The latter suggestion requires an unwarranted reading-in to the legislation of "might have", whereas s 232(4)(a) goes straight to whether the error "has" created the real risk. So the question becomes whether the appellate court can assess the existence of a "real risk" by independently (that is, aside from the error) asking whether it is satisfied of the appellant's guilt.
That is certainly a possible interpretation of subsection (4)(a). It is consistent with convictions being quashed where appellants might reasonably possibly be innocent, or where, whether guilty or not, they had trials that were unfair or were nullities. But one should remember (1) why the proviso was abolished, (2) how difficult it can be for appellate courts to assess the strength of evidence (see also my discussion here on 16 November 2012), (3) the traditional practice of recognising risk of effect on result without the appellate court itself attempting to reach a verdict, and (4) the requirement of the rule of law that trials must be conducted according to law and not be dictated by what are thought to be facts. Those considerations support appellate courts refraining from determining guilt. Even so, it must be recognised that immaterial errors do not matter, and that is why the legislation requires there to be a real risk that the error affected the outcome of the trial.

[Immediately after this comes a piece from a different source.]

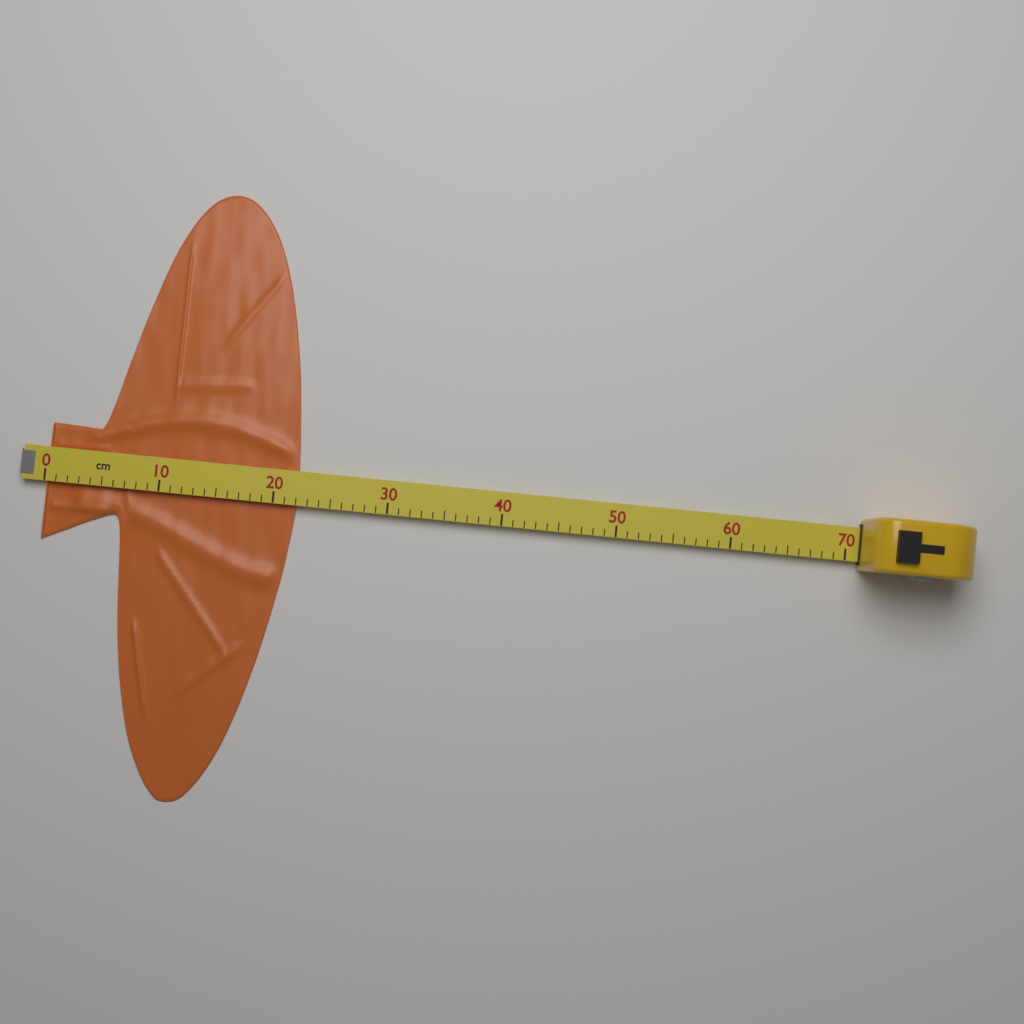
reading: 22 cm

But back to identification warnings: some issues
There is a possibility that not all defendants will be adequately funded at trial (shush ma sarcasm). Not all will be able to call expert evidence on the risks that can accompany eyewitness identification. Jurors are not allowed to research that for themselves. Should judges have a responsibility to keep up with research on the accuracy of eyewitness identification, and to pass information about that to juries? Or should they repeat expert evidence that may be on the record of trials in other cases? It is all very well to require judges to tell juries that there have been occasions when innocent people have been convicted because eyewitness identification was accepted when it shouldn't have been, but most people would know that. Should the Law Commission, which has looked into (in 1999, and as background to what is now s 126) the reliability of eyewitness identification, be asked to offer a standard direction that could helpfully elaborate s 126? The Commission had said in that background material (at [194]):
"Credible identification evidence is of particular importance to the criminal justice system. Research indicates that incorrect identifications are a major factor in miscarriages of justice. In its draft Evidence Code, the Law Commission has drawn upon the research discussed in this paper to develop a regime that will help to exclude unreliable identification evidence. In proceedings where the case against the defendant depends wholly or substantially on identification evidence, the judge will continue to warn the jury of the special need for caution before convicting on the basis of such evidence. Such procedural safeguards, and the use of expert witnesses where their evidence can provide substantial help to the jury, should help to ensure that identification evidence is both reliable and properly evaluated."
The Supreme Court has bolstered the Law Commission's – what some sarcastic people may say is a - rather limp reading of Turnbull, by strengthening s 126(2)(a).